We all admit that nobody’s perfect (except ourselves when we choose to judge the rest of the world), and this quality is what makes us all human, what makes us mostly moral, decent people. I’m an asshole too, we sometimes have to tell ourselves if we are willing to admit that all of us are more or less the same. That we are equal. That all of us count for something. Otherwise

and there is no returning from such confusion, from such gutter misanthropy. Just remember

It is wrong to pretend that this statement isn’t true. I remember when I was teaching high school and the subject would inevitably turn to race. It always did, some kids trying to assert their presumed superiority while others invented excuses for why they couldn’t complete their classwork. And I asked them, “Which people, of which race, do you personally have the most trouble with? Is it from a different race, or those of your own?” This was answered with silence and then a growing swish of nodding heads. Sure, some asshole would target another group, perhaps a victim of some brutal form of racism, but the reality still remained that he hated that asshole that lived up the street more than any outlier of a different background that they likely had very little to do with. Unless, of course, the asshole in question just happened to be of another race, but that is merely humanity.

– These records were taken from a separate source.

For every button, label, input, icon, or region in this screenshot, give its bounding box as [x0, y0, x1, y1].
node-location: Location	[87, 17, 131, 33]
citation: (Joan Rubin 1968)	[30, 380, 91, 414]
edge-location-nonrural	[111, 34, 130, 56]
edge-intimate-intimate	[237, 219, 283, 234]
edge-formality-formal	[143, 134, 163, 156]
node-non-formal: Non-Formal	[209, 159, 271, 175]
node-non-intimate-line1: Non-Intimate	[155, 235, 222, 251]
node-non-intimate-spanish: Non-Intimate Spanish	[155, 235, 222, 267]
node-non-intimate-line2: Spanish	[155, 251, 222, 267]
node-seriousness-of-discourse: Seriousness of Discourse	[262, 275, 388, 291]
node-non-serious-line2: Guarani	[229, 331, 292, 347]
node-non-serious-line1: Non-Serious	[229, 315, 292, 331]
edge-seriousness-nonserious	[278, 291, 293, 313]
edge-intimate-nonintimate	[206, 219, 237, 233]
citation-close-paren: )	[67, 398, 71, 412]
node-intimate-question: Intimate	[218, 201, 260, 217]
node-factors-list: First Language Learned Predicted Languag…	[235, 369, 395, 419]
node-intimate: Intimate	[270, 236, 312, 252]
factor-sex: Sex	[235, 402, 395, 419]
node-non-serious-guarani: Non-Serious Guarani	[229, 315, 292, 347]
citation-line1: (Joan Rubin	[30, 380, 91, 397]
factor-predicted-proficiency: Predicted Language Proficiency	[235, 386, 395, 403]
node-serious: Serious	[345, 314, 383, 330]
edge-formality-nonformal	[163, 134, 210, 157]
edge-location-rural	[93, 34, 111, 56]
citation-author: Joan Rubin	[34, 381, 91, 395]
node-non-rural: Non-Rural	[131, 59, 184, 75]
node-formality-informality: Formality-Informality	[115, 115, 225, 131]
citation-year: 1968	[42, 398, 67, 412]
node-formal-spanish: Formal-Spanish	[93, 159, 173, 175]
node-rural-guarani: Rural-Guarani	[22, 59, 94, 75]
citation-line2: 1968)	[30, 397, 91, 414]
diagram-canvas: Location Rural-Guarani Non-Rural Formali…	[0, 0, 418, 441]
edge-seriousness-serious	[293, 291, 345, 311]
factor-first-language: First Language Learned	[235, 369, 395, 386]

Some of us make light of the fact that all of us are in some way intolerable

while others are so angry that they betray themselves as simply more of the same

As true as such a sentiment might be, who wrote this? What sort of asshole wants to pretend that they know what another person wants, what they are attracted to, or how they believe they deserve to be treated. What sort of asshole believes that this is how you steal a mate from another, and that this is a moral approach? It is this sort of wishy-washy bullshit that gives the idea of decency its smug self-righteousness.

How many people will deny this statement and viciously defend their personalities by attacking the person who makes such a claim? And sure, sure, whomever wrote this is unquestionably an asshole. But getting angry about it only proves it to be true.

We are all so smug

And as for the last one

And yet it’s becoming increasingly hopeless, isn’t it? Looking at the future, looking at youth culture and our own children (remember, every older generation has always seen their increasingly distant youth as the final nail in the coffin of civilization), how can we see anything other than assholes everywhere? This is why people get so angry, so bitter, so nasty as they grow older. This is why old men shake their fists at kids barreling across their lawn and why old women shake their heads in disgust over what the world is coming to. It is because they’re assholes, sure. But it’s because all of us are assholes too.